Formally, what Noem opens the door to is not segregation. No statute says Latino citizens must carry papers. No opinion announces that one ancestry group has fewer rights than another.

But in operation, the message is unmistakable: some Americans may move through public space as presumptively belonging, while others must live prepared to prove it.

4th Amendment to the U.S. Constitution
The right of the people to be secure in their persons, houses, papers, and effects, against unreasonable searches and seizures, shall not be violated, and no Warrants shall issue, but upon probable cause, supported by Oath or affirmation, and particularly describing the place to be searched, and the persons or things to be seized.

The dissent, authored by Justice Sotomayor and signed by Justices Kagan and Brown Jackson, summarized the danger bluntly:

“The Fourth Amendment protects every individual’s constitutional right to be “free from arbitrary interference by law officers.” Brignoni-Ponce, 422 U. S., at 878. After today, that may no longer be true for those who happen to look a certain way, speak a certain way, and appear to work a certain type of legitimate job that pays very little. Because this is unconscionably irreconcilable with our Nation’s constitutional guarantees, I dissent.”

That is the danger.

Equal citizenship can be hollowed out long before it is formally denied. A government does not need to announce a racial hierarchy to reproduce one through ostensibly neutral markers, such as employment, location, language/accent, and appearance that are oftentimes inextricably linked to racial groups.

Once those markers are allowed to stand in for suspicion, citizenship begins to split in practice. For some, it remains a presumption. For others, it becomes something to defend.

Unfortunately, the Court’s decision in Noem makes easier an old American alchemy: turning equal citizenship into gold roll citizenship for some and silver roll citizenship for others.

Wherever language or accent can operate as a proxy for ancestry, work as a proxy for race, and location as a proxy for ethnicity, racial hierarchy can be rebuilt without ever admitting its name.
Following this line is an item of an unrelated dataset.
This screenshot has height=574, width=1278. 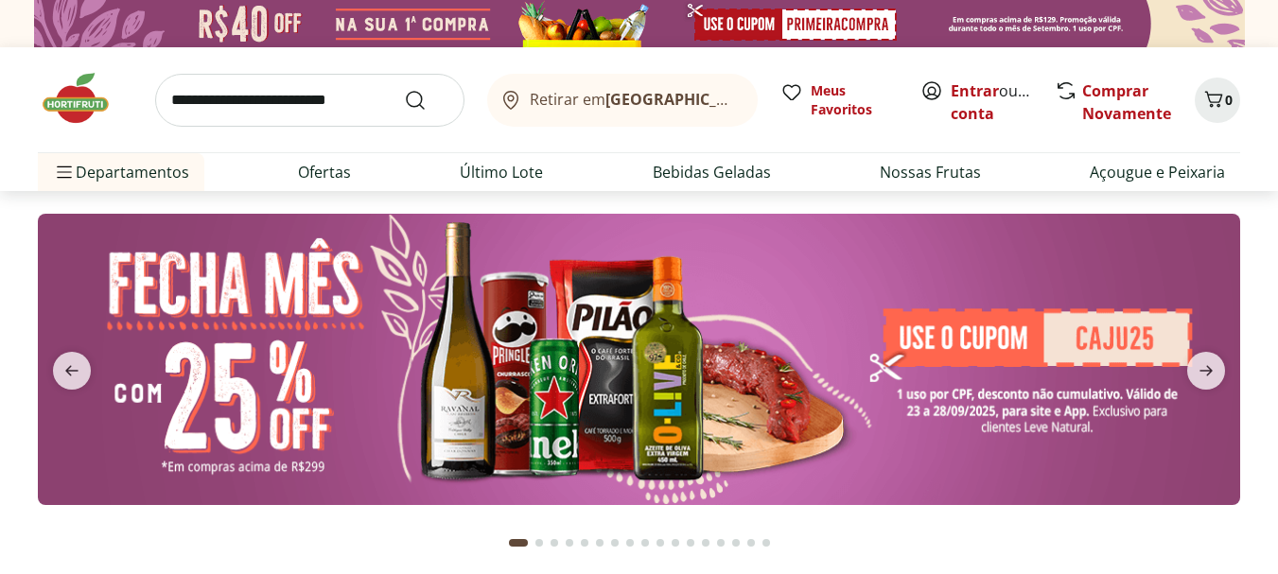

That makes this about more than immigration enforcement.

It is about whether constitutional equality still restrains power in any meaningful way. A nation aspiring toward the full promise of democracy cannot claim to reject caste, while teaching part of its population to move through public space as though its belonging is contingent on proof and innocence requires documentation.

The Constitution should not be interpreted, as it has been in the past, to permit two kinds of citizenship: one in which some Americans live under the ordinary presumption of belonging, while others are forced to stay ready to prove it. It should not be read to permit a gold roll America and a silver roll America.

The task now is to stop those trying to turn that hierarchy into law, in the courts, in the streets and online, and at the ballot box.